Dr Alexandra Palmer, the senior fashion curator at the Royal Ontario Museum in Toronto, puts it more bluntly: “The brand exhibition is to show how fabulous the brand is.

“It’s to elevate their business and products to art, which gives it more cultural value … that it has a long legacy and that you at the end, hopefully, want to buy its products.

The Zampatti exhibition was staged because the Powerhouse’s curatorial team believe she’s a designer with significant legacy in Australia. Leong cites her accomplishments in “female empowerment, multicultural success, philanthropic largesse”.

But, with enough money, a brand doesn’t require a curatorial tick of approval to build something that looks equally spectacular.

The displayed objects at the Louis Vuitton and Gucci exhibitions are pieces from their archives, be they garments, handbags or skateboards. These are luxury commodities on display “lit up like icons or relics”, says Nigel Lezama, a fashion and luxury scholar.

“There’s a real strategy that [luxury brands] use in adopting these high cultural practices to give their own commodities that same sheen and aura [as art].” It’s about giving a sense of “importance that can inspire consumption”.

Glass displays of handbags and toys at the Gucci Garden exhibition
‘All these glass cabinets soon start to feel like a showroom – the line between cultural experience and shopping blurred.’ Photograph: Gucci

See LV and Gucci Garden are both travelling exhibitions; Louis Vuitton having toured Dubai, Wuhan and Hangzhou in China, and Tokyo, while Gucci visited Florence, Hong Kong and Shanghai – before converging in Sydney. “Having selected Sydney makes sense,” says Rong Jake Chen, a designer who has lectured in luxury fashion and marketing at RMIT Melbourne. “We’ve had an influx of tourism since our borders have opened.”

In one room at the Gucci Garden exhibition, infinity mirrors line the floors as you walk through a sprawling display of handbags and shoes designed by [now former] Gucci creative director Alessandro Michele.
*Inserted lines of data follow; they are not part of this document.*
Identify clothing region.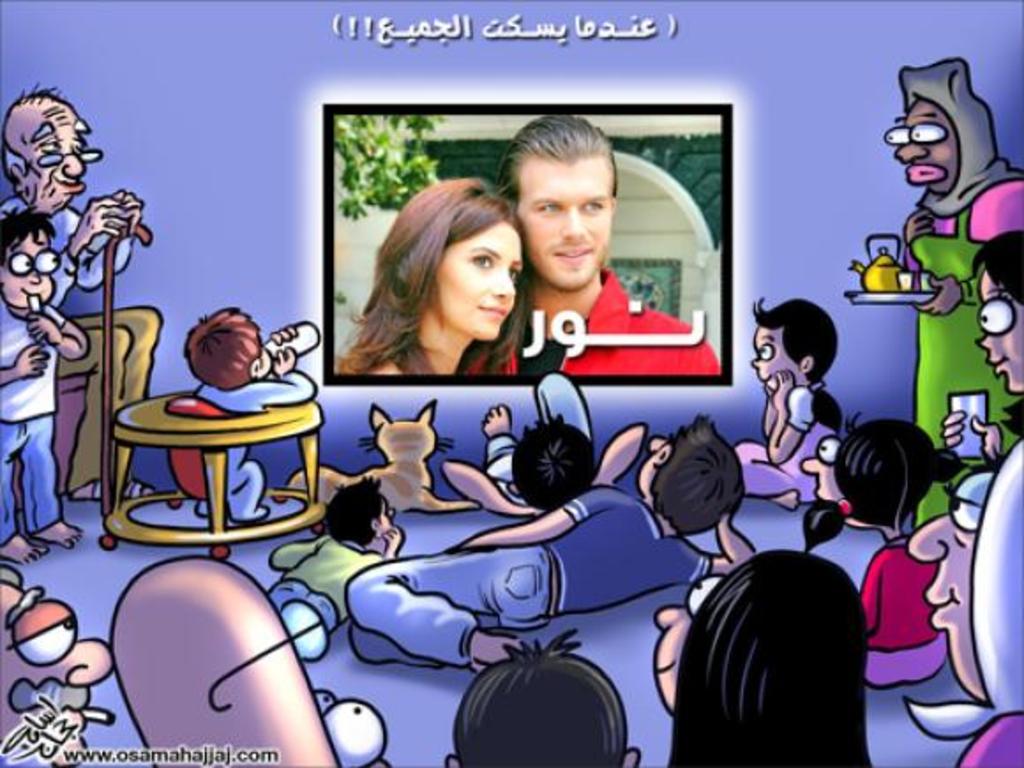
Region: {"x1": 267, "y1": 523, "x2": 395, "y2": 630}.
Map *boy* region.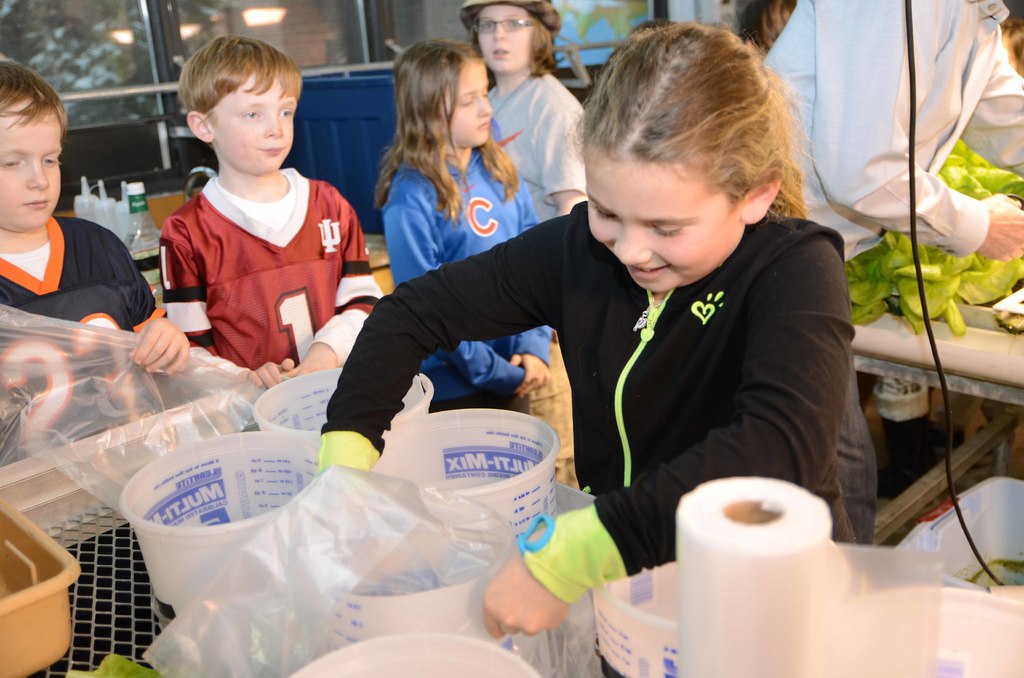
Mapped to 0,60,190,465.
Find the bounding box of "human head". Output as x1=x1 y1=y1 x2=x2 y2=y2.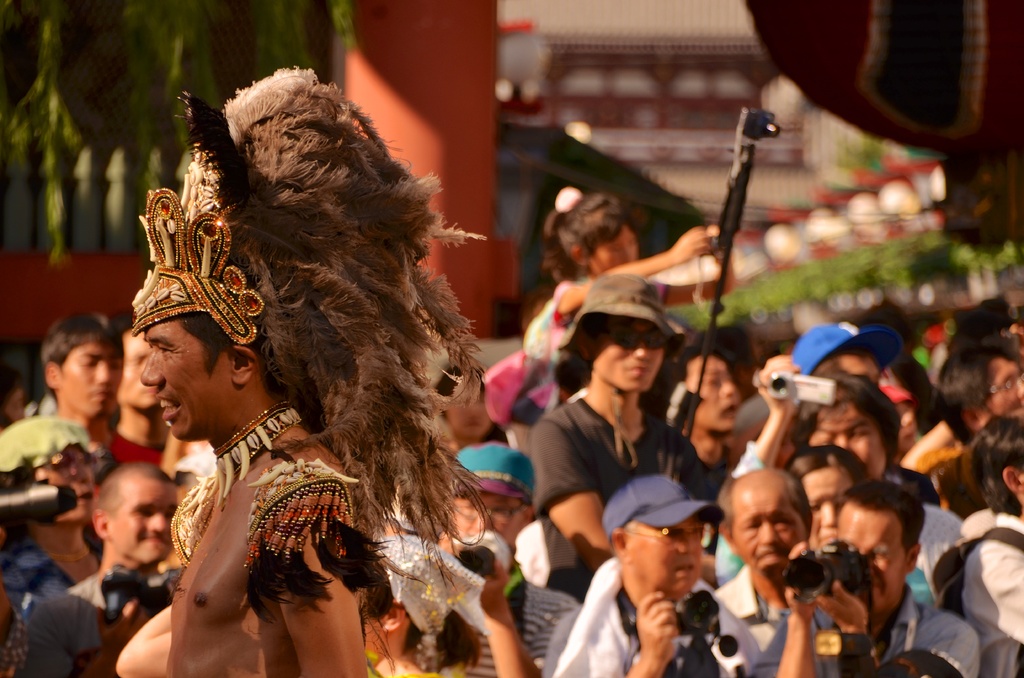
x1=105 y1=302 x2=160 y2=410.
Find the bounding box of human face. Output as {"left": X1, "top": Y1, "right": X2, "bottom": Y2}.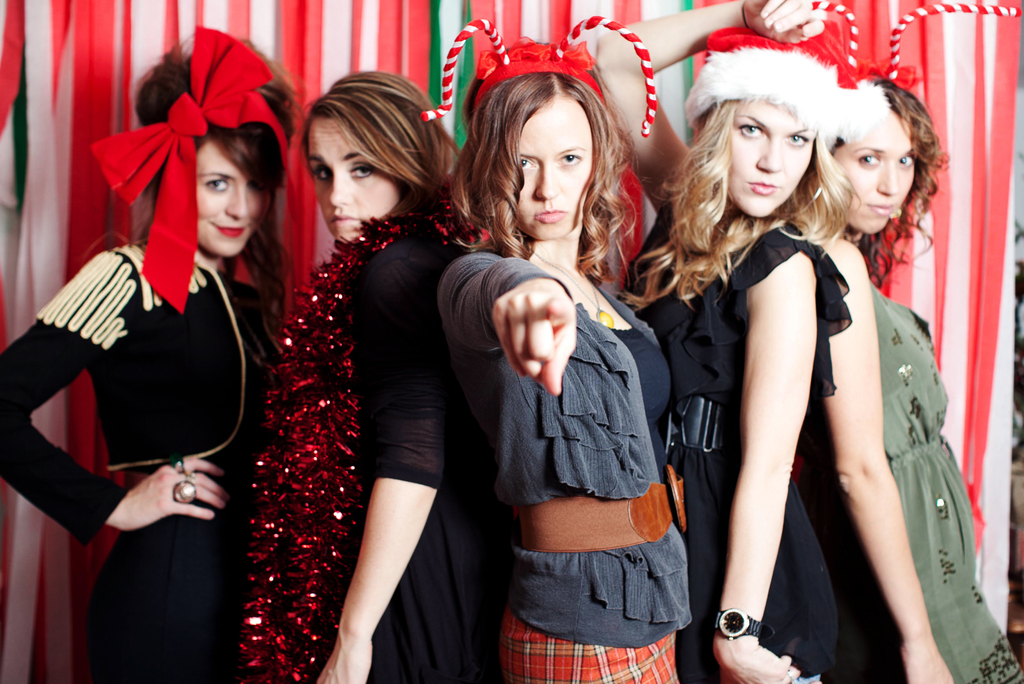
{"left": 197, "top": 138, "right": 272, "bottom": 257}.
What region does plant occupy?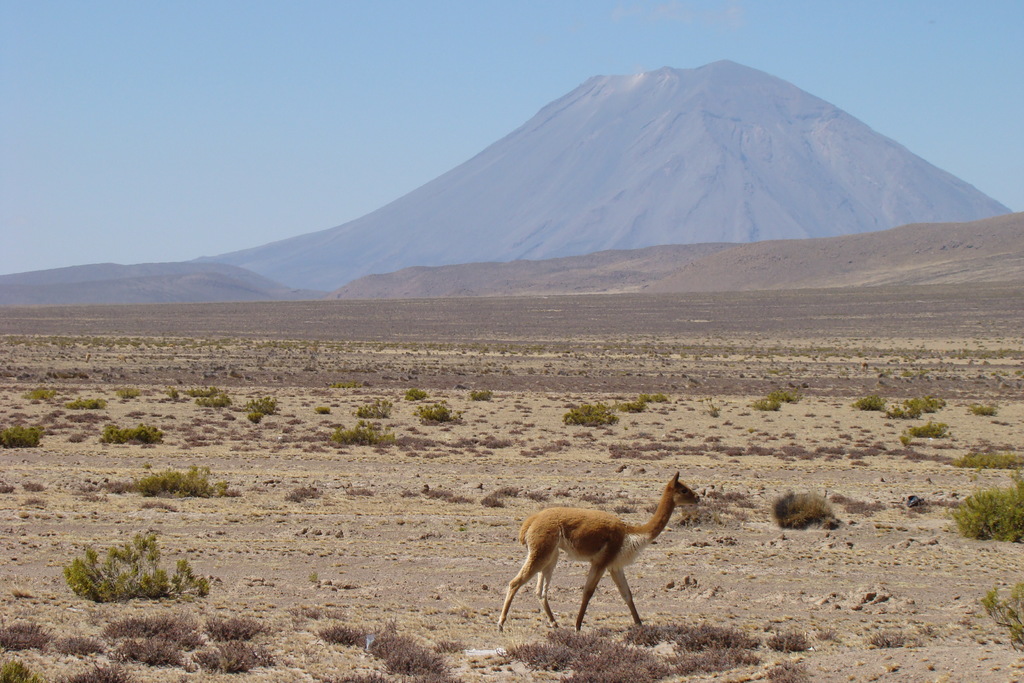
[895,397,950,416].
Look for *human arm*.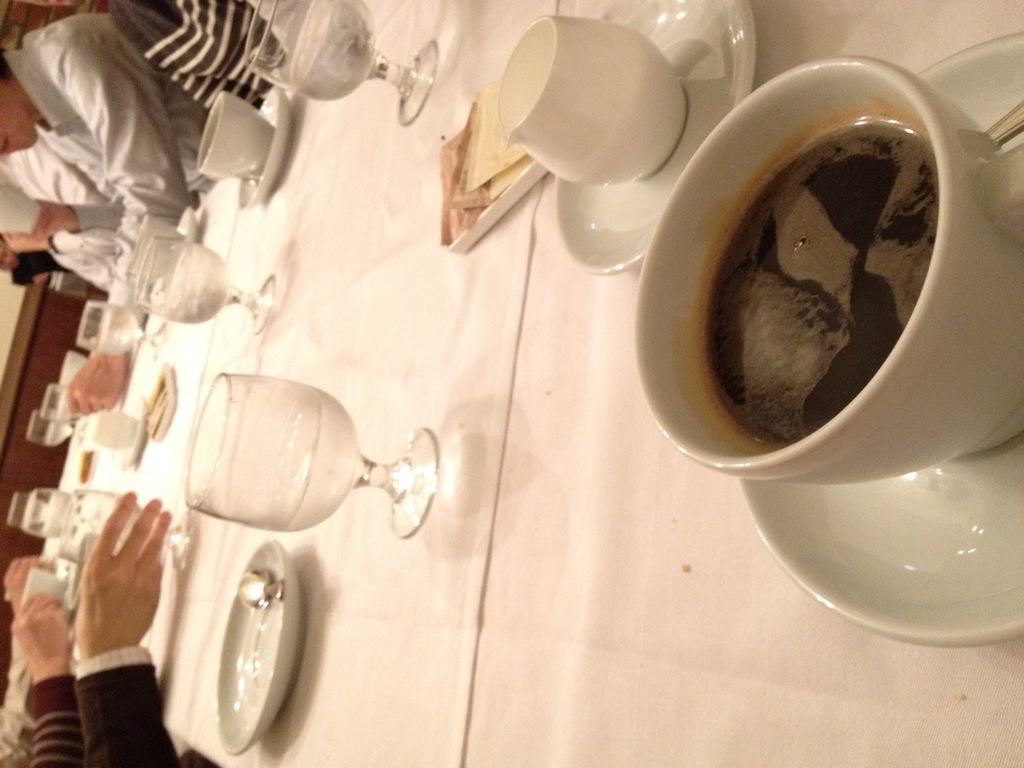
Found: [x1=10, y1=542, x2=88, y2=766].
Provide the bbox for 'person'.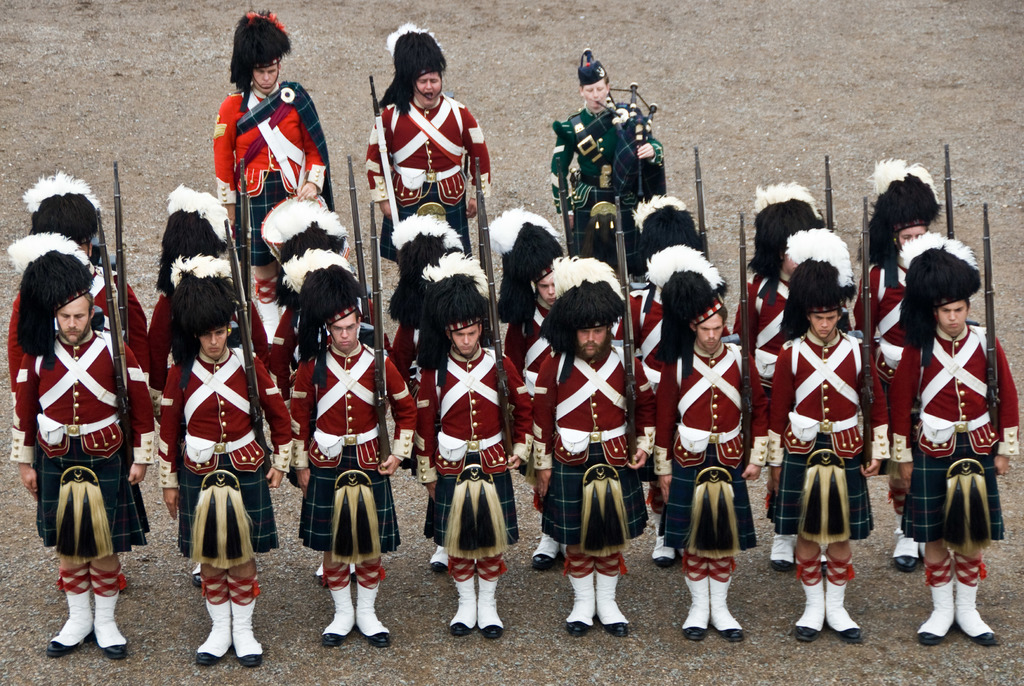
left=543, top=46, right=675, bottom=268.
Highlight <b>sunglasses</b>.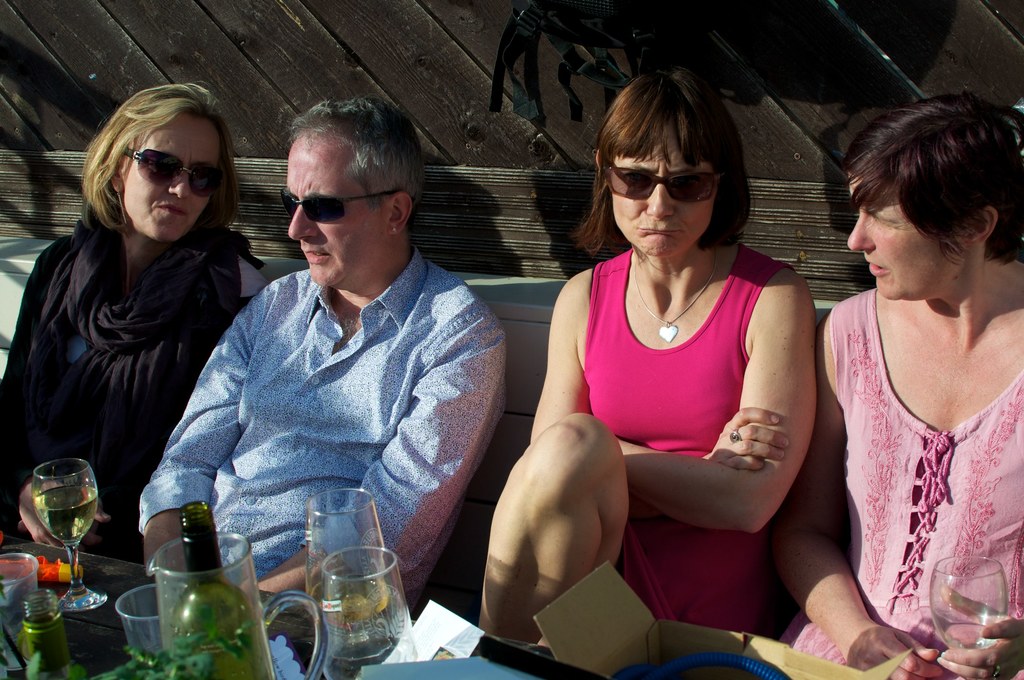
Highlighted region: 278/190/397/224.
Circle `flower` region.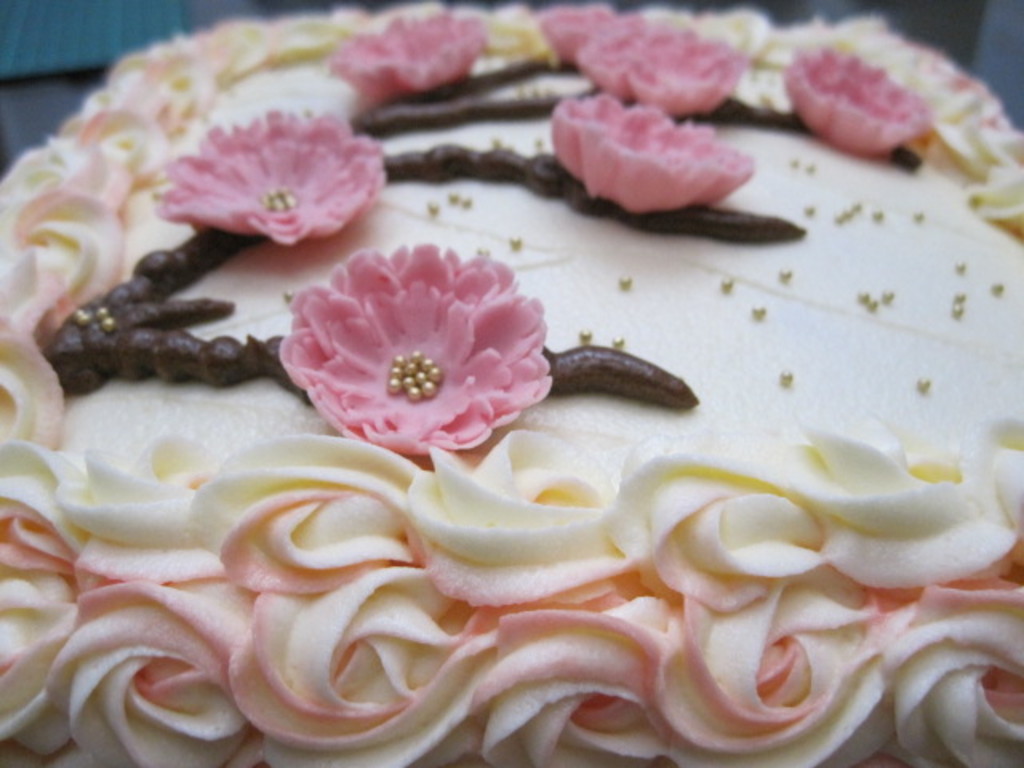
Region: bbox=[266, 235, 555, 454].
All these glass cabinets soon start to feel like a showroom – the line between cultural experience and shopping blurred.

Louis Vuitton collaborations, including with Yayoi Kusama, on display at See LV
Brand-staged fashion exhibitions still give audiences free access to pieces of fashion history. Photograph: Louis Vuitton

“That’s where the money is, handbags and shoes. That’s what people buy,” Palmer says. Ready-to-wear and haute couture garments almost become secondary in the advertising campaigns of luxury brands – explaining the push for the prominent displays of leather goods in brand-funded exhibition spaces too.

But a perk to these brand-staged fashion exhibitions is that a visitor can see some of a designer’s more significant pieces.

At See LV, the former menswear creative director Kim Jones’ collaboration with Supreme in 2017 is on display. Marrying Vuitton’s floral motifs with Supreme signature red, it’s thought of as the solidifying moment street-style went high fashion. It’s a bit of fashion history that could otherwise only be accessed at great, lucrative lengths through invitation-only appointments with a sales associate.

The aim may be commercial, Lezama says, “but I can see these things and I can imagine beyond the mystification that happens at the brand level. It’s something that doesn’t really require me to pull my wallet out.

“That’s why I go to them all the time, I love that experience,” Lezama says. “Because I’m not going to be able to buy it.”